SUPPLIED DATA:
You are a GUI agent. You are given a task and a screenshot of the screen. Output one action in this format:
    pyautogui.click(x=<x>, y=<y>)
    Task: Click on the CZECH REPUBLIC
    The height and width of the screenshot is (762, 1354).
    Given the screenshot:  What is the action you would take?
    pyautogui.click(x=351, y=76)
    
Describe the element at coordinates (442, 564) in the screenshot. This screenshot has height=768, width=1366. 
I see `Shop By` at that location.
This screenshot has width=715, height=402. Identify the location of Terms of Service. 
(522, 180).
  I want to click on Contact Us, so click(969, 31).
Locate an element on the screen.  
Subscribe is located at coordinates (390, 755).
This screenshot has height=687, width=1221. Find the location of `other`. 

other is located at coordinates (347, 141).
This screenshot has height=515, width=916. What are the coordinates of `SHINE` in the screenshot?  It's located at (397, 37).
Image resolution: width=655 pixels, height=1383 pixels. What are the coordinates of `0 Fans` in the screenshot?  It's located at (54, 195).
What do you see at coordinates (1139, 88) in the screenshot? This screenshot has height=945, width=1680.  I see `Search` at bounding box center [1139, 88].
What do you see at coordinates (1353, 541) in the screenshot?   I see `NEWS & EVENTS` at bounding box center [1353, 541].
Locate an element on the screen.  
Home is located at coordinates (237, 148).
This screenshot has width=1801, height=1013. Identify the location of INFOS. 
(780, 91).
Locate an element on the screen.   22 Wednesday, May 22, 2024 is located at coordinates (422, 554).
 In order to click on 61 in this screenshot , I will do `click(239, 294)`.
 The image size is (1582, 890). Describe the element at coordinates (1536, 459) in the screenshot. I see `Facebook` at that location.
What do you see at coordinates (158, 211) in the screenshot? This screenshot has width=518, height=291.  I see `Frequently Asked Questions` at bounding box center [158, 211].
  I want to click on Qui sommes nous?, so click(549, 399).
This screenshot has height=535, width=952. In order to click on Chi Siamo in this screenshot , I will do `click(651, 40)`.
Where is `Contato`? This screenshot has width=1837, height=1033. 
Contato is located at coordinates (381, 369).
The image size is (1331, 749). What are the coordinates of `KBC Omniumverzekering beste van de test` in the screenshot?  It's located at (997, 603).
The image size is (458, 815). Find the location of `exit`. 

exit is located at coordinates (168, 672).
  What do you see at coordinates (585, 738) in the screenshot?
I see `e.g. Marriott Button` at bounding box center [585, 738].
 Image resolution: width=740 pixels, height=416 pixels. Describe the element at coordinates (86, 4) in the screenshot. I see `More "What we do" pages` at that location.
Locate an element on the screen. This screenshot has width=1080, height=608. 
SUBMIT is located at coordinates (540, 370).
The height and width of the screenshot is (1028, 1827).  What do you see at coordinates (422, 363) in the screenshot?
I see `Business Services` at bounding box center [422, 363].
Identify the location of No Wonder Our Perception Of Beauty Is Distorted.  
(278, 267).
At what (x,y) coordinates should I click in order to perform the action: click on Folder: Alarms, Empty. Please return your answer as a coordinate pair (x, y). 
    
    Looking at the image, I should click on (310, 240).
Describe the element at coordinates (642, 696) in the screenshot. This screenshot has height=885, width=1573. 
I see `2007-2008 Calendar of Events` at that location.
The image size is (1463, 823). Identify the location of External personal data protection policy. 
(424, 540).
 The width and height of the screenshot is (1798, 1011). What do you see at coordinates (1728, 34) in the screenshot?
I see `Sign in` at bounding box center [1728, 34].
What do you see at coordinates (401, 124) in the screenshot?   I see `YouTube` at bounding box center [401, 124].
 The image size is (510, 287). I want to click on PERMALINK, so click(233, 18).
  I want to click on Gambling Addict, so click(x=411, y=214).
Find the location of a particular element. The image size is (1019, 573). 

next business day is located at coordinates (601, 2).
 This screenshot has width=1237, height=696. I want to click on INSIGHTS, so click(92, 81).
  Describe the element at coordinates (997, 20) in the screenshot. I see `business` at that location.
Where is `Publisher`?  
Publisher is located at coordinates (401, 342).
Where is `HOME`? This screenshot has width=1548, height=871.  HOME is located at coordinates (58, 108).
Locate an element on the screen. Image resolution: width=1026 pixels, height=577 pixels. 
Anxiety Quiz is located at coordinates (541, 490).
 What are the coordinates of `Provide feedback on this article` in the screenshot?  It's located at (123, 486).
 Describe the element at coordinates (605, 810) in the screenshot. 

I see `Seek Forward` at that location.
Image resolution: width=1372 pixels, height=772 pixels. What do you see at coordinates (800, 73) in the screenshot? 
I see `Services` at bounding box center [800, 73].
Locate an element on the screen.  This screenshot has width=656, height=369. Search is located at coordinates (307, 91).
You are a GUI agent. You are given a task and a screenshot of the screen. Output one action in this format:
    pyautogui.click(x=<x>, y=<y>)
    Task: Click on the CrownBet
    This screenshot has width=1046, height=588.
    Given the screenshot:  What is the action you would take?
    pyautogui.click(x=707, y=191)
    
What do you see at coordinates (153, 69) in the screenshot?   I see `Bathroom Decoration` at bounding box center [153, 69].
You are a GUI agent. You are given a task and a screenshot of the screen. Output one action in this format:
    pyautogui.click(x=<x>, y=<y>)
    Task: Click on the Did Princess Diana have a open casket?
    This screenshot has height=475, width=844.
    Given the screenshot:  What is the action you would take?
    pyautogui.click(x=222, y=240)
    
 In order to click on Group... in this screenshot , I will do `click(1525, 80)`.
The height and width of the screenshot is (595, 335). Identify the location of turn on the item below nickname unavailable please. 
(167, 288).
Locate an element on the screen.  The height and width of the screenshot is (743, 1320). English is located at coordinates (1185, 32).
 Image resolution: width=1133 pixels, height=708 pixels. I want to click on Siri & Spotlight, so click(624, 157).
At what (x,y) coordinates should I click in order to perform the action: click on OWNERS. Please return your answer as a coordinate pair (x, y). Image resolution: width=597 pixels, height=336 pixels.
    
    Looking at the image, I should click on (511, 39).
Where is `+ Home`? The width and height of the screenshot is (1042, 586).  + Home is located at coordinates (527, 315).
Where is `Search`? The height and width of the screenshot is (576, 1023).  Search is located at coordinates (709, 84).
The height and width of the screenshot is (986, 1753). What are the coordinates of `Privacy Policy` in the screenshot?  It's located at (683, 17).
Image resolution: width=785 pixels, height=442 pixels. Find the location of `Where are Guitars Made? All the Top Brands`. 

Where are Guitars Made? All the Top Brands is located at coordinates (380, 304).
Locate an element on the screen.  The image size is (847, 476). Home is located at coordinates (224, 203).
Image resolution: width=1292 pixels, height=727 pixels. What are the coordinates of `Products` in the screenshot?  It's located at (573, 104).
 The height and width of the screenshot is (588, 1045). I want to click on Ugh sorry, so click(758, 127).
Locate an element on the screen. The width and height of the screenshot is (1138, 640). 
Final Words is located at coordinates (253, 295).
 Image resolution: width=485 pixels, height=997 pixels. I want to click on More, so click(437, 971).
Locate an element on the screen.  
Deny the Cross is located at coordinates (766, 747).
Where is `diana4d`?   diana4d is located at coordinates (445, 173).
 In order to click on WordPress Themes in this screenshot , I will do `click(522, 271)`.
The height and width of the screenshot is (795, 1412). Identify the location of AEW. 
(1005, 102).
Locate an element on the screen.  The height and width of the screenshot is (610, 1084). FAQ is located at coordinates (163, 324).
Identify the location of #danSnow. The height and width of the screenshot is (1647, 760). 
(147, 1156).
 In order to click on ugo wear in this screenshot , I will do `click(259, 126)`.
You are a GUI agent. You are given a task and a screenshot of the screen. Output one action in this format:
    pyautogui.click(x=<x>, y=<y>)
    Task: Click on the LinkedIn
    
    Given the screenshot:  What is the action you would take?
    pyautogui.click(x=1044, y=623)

WORK TO COMPLETE: Transcribe each record shown above, exactly.

TASK SOLUTION:
You are a GUI agent. You are given a task and a screenshot of the screen. Output one action in this format:
    pyautogui.click(x=<x>, y=<y>)
    Task: Click on the CZECH REPUBLIC
    The height and width of the screenshot is (762, 1354).
    Given the screenshot:  What is the action you would take?
    pyautogui.click(x=351, y=76)
    
Describe the element at coordinates (442, 564) in the screenshot. This screenshot has height=768, width=1366. 
I see `Shop By` at that location.
This screenshot has width=715, height=402. Identify the location of Terms of Service. 
(522, 180).
  I want to click on Contact Us, so click(969, 31).
Locate an element on the screen.  
Subscribe is located at coordinates (390, 755).
This screenshot has height=687, width=1221. Find the location of `other`. 

other is located at coordinates (347, 141).
This screenshot has height=515, width=916. What are the coordinates of `SHINE` in the screenshot?  It's located at (397, 37).
Image resolution: width=655 pixels, height=1383 pixels. What are the coordinates of `0 Fans` in the screenshot?  It's located at (54, 195).
What do you see at coordinates (1139, 88) in the screenshot? This screenshot has height=945, width=1680.  I see `Search` at bounding box center [1139, 88].
What do you see at coordinates (1353, 541) in the screenshot?   I see `NEWS & EVENTS` at bounding box center [1353, 541].
Locate an element on the screen.  
Home is located at coordinates (237, 148).
This screenshot has width=1801, height=1013. Identify the location of INFOS. 
(780, 91).
Locate an element on the screen.   22 Wednesday, May 22, 2024 is located at coordinates (422, 554).
 In order to click on 61 in this screenshot , I will do `click(239, 294)`.
 The image size is (1582, 890). Describe the element at coordinates (1536, 459) in the screenshot. I see `Facebook` at that location.
What do you see at coordinates (158, 211) in the screenshot? This screenshot has width=518, height=291.  I see `Frequently Asked Questions` at bounding box center [158, 211].
  I want to click on Qui sommes nous?, so click(549, 399).
This screenshot has height=535, width=952. In order to click on Chi Siamo in this screenshot , I will do `click(651, 40)`.
Where is `Contato`? This screenshot has width=1837, height=1033. 
Contato is located at coordinates (381, 369).
The image size is (1331, 749). What are the coordinates of `KBC Omniumverzekering beste van de test` in the screenshot?  It's located at (997, 603).
The image size is (458, 815). Find the location of `exit`. 

exit is located at coordinates (168, 672).
  What do you see at coordinates (585, 738) in the screenshot?
I see `e.g. Marriott Button` at bounding box center [585, 738].
 Image resolution: width=740 pixels, height=416 pixels. Describe the element at coordinates (86, 4) in the screenshot. I see `More "What we do" pages` at that location.
Locate an element on the screen. This screenshot has width=1080, height=608. 
SUBMIT is located at coordinates (540, 370).
The height and width of the screenshot is (1028, 1827).  What do you see at coordinates (422, 363) in the screenshot?
I see `Business Services` at bounding box center [422, 363].
Identify the location of No Wonder Our Perception Of Beauty Is Distorted.  
(278, 267).
At what (x,y) coordinates should I click in order to perform the action: click on Folder: Alarms, Empty. Please return your answer as a coordinate pair (x, y). 
    
    Looking at the image, I should click on (310, 240).
Describe the element at coordinates (642, 696) in the screenshot. This screenshot has height=885, width=1573. 
I see `2007-2008 Calendar of Events` at that location.
The image size is (1463, 823). Identify the location of External personal data protection policy. 
(424, 540).
 The width and height of the screenshot is (1798, 1011). What do you see at coordinates (1728, 34) in the screenshot?
I see `Sign in` at bounding box center [1728, 34].
What do you see at coordinates (401, 124) in the screenshot?   I see `YouTube` at bounding box center [401, 124].
 The image size is (510, 287). I want to click on PERMALINK, so click(233, 18).
  I want to click on Gambling Addict, so click(x=411, y=214).
Find the location of a particular element. The image size is (1019, 573). 

next business day is located at coordinates (601, 2).
 This screenshot has width=1237, height=696. I want to click on INSIGHTS, so click(92, 81).
  Describe the element at coordinates (997, 20) in the screenshot. I see `business` at that location.
Where is `Publisher`?  
Publisher is located at coordinates (401, 342).
Where is `HOME`? This screenshot has width=1548, height=871.  HOME is located at coordinates (58, 108).
Locate an element on the screen. Image resolution: width=1026 pixels, height=577 pixels. 
Anxiety Quiz is located at coordinates (541, 490).
 What are the coordinates of `Provide feedback on this article` in the screenshot?  It's located at (123, 486).
 Describe the element at coordinates (605, 810) in the screenshot. 

I see `Seek Forward` at that location.
Image resolution: width=1372 pixels, height=772 pixels. What do you see at coordinates (800, 73) in the screenshot? 
I see `Services` at bounding box center [800, 73].
Locate an element on the screen.  This screenshot has width=656, height=369. Search is located at coordinates (307, 91).
You are a GUI agent. You are given a task and a screenshot of the screen. Output one action in this format:
    pyautogui.click(x=<x>, y=<y>)
    Task: Click on the CrownBet
    This screenshot has width=1046, height=588.
    Given the screenshot:  What is the action you would take?
    pyautogui.click(x=707, y=191)
    
What do you see at coordinates (153, 69) in the screenshot?   I see `Bathroom Decoration` at bounding box center [153, 69].
You are a GUI agent. You are given a task and a screenshot of the screen. Output one action in this format:
    pyautogui.click(x=<x>, y=<y>)
    Task: Click on the Did Princess Diana have a open casket?
    This screenshot has height=475, width=844.
    Given the screenshot:  What is the action you would take?
    pyautogui.click(x=222, y=240)
    
 In order to click on Group... in this screenshot , I will do `click(1525, 80)`.
The height and width of the screenshot is (595, 335). Identify the location of turn on the item below nickname unavailable please. 
(167, 288).
Locate an element on the screen.  The height and width of the screenshot is (743, 1320). English is located at coordinates (1185, 32).
 Image resolution: width=1133 pixels, height=708 pixels. I want to click on Siri & Spotlight, so click(624, 157).
At what (x,y) coordinates should I click in order to perform the action: click on OWNERS. Please return your answer as a coordinate pair (x, y). Image resolution: width=597 pixels, height=336 pixels.
    
    Looking at the image, I should click on (511, 39).
Where is `+ Home`? The width and height of the screenshot is (1042, 586).  + Home is located at coordinates (527, 315).
Where is `Search`? The height and width of the screenshot is (576, 1023).  Search is located at coordinates (709, 84).
The height and width of the screenshot is (986, 1753). What are the coordinates of `Privacy Policy` in the screenshot?  It's located at (683, 17).
Image resolution: width=785 pixels, height=442 pixels. Find the location of `Where are Guitars Made? All the Top Brands`. 

Where are Guitars Made? All the Top Brands is located at coordinates (380, 304).
Locate an element on the screen.  The image size is (847, 476). Home is located at coordinates (224, 203).
Image resolution: width=1292 pixels, height=727 pixels. What are the coordinates of `Products` in the screenshot?  It's located at (573, 104).
 The height and width of the screenshot is (588, 1045). I want to click on Ugh sorry, so click(758, 127).
Locate an element on the screen. The width and height of the screenshot is (1138, 640). 
Final Words is located at coordinates (253, 295).
 Image resolution: width=485 pixels, height=997 pixels. I want to click on More, so click(437, 971).
Locate an element on the screen.  
Deny the Cross is located at coordinates (766, 747).
Where is `diana4d`?   diana4d is located at coordinates (445, 173).
 In order to click on WordPress Themes in this screenshot , I will do `click(522, 271)`.
The height and width of the screenshot is (795, 1412). Identify the location of AEW. 
(1005, 102).
Locate an element on the screen.  The height and width of the screenshot is (610, 1084). FAQ is located at coordinates (163, 324).
Identify the location of #danSnow. The height and width of the screenshot is (1647, 760). 
(147, 1156).
 In order to click on ugo wear in this screenshot , I will do `click(259, 126)`.
You are a GUI agent. You are given a task and a screenshot of the screen. Output one action in this format:
    pyautogui.click(x=<x>, y=<y>)
    Task: Click on the LinkedIn
    
    Given the screenshot:  What is the action you would take?
    pyautogui.click(x=1044, y=623)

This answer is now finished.